Benjamin Goldberg

The Gospel According to Haldol



Once I learned there was no messiah living in my wrists,
           
                                    every movement I made
ended with broken chains.

                                    I took to the oak groves on my hands and knees,
                    
swilling the dust of the acorn shells
                                                            my palms had crushed. 

Even the hills and their tombs grew sick
 
                        with the bits of what I smashed against
                                                            my forearms, my fits of broken stones. 

                                    I exiled myself to the sea
a man would mistake later

                                    for a desert, get lost, and wander over
with storms beneath his heels.

They told me after how my skull was a fountain

                                                where languages I never knew went to bathe.     

                                    They told me burning wings beat my throat
free of its own voice.

                        The man found me howling on the shore

and thirsted so much for a stranger’s love

                                                            he sucked the names of hell
                        right out of my mouth. 

I woke in a house my eyes at first mistook for a cloud. 

                                                            In it, that man dripped from a needle

so thick it took four men to thread it into my thigh. 

                                     I learned from him to live in this world

by living first in the bodies of pigs.
 
                                    Then by living beneath the sea that swallowed them.
 

Benjamin Goldberg

Benjamin Goldberg’s poems have appeared or are forthcoming in Best New Poets 2014, TriQuarterly, West Branch, Ninth Letter, Salt Hill, Blackbird, and elsewhere. He is the recipient of an award from The Bread Loaf Writers’ Conference, and was a finalist for the 2014 Vinyl 45 Chapbook Contest, the 2013 Third Coast Poetry Prize, and the 2012 Gearhart Poetry Prize. He lives with his wife outside Washington, D.C., and currently attends the MFA program at Johns Hopkins University. Find him online at www.benrgold.com.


Please copy each line of the data that includes the string "Attendees".
INPUT DATA START
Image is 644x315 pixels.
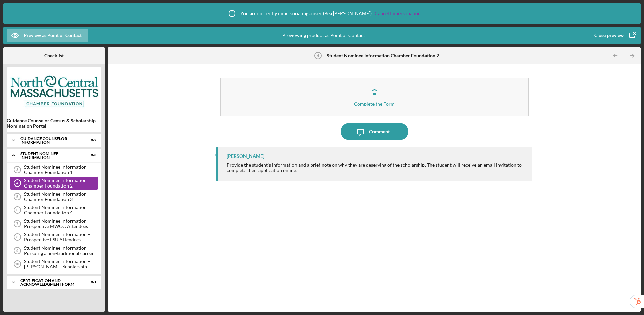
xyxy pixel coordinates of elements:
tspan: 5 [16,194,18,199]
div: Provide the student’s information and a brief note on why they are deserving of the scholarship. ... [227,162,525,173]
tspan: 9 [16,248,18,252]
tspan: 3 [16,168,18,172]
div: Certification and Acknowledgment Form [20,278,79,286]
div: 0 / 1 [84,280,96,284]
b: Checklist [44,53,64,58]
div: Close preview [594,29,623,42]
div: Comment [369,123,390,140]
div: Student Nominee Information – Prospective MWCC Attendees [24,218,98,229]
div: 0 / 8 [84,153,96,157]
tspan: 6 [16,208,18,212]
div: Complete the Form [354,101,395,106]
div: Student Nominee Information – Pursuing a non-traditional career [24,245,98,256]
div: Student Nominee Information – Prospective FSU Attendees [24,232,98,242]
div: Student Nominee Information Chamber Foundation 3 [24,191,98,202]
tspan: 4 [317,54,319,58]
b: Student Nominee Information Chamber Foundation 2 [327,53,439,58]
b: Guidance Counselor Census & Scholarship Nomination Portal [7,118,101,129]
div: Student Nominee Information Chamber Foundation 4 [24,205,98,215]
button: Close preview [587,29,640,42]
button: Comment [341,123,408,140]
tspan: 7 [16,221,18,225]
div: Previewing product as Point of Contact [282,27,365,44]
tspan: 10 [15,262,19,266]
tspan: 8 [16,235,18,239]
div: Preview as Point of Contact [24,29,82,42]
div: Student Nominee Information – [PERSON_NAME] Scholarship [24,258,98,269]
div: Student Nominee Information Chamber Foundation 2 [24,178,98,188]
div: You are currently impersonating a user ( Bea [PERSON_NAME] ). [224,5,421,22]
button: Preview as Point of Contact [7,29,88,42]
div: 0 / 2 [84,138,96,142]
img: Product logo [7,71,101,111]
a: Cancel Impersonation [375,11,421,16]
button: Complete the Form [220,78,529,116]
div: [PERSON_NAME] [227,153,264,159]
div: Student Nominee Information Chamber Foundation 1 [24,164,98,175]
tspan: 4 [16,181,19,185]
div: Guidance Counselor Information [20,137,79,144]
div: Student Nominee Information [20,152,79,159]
INPUT DATA END
INPUT DATA START
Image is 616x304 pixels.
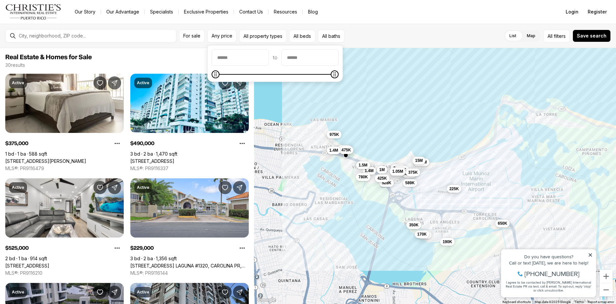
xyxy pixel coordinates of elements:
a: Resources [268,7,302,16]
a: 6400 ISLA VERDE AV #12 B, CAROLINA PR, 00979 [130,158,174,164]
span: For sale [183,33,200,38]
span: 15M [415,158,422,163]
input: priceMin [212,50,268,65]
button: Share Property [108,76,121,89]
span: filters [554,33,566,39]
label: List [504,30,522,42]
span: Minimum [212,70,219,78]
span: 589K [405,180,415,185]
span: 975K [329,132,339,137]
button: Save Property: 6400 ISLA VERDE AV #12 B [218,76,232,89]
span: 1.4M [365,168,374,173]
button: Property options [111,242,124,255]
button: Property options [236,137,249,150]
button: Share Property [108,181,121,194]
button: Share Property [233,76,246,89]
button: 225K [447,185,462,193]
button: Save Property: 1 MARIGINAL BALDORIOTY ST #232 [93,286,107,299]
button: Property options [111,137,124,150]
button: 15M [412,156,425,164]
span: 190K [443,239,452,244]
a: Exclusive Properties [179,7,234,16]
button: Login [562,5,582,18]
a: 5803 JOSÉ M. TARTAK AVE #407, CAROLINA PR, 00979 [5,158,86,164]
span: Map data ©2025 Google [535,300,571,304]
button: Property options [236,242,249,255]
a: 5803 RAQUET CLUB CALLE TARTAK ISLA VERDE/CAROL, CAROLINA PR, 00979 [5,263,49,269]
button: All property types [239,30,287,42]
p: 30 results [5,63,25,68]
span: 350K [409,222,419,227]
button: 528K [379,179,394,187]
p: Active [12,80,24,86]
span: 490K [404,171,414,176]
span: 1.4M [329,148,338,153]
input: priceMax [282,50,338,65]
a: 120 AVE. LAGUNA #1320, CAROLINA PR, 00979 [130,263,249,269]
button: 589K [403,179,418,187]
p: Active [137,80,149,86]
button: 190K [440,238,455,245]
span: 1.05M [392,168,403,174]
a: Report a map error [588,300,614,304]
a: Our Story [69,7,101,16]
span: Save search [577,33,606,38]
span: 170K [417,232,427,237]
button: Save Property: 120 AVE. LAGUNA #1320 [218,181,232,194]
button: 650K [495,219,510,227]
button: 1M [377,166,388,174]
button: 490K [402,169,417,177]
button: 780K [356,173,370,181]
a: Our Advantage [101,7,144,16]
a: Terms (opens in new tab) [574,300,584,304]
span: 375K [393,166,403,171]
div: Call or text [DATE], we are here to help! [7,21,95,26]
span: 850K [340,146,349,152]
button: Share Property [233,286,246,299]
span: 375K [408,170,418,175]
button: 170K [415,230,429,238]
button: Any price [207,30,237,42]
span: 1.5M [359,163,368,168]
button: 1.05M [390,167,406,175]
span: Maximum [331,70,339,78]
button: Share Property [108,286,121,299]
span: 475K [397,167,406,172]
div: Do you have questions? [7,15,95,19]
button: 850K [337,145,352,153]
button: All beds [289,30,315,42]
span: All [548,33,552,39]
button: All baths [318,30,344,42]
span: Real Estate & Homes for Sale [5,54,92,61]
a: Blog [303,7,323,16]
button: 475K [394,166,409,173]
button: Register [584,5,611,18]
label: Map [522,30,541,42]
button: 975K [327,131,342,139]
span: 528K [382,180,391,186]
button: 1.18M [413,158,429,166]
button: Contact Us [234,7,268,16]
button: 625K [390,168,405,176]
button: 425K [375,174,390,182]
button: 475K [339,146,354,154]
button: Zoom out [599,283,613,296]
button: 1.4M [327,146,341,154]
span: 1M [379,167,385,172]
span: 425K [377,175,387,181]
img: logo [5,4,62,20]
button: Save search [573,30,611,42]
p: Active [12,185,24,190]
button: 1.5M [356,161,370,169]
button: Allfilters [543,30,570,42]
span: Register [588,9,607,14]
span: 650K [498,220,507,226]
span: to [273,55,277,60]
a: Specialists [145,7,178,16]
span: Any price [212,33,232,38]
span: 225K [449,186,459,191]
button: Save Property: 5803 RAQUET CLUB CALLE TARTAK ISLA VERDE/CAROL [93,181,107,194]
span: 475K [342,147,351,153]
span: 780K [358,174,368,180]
INPUT DATA END
# SOLUTION
div: Student Nominee Information – Prospective MWCC Attendees [24,218,98,229]
div: Student Nominee Information – Prospective FSU Attendees [24,232,98,242]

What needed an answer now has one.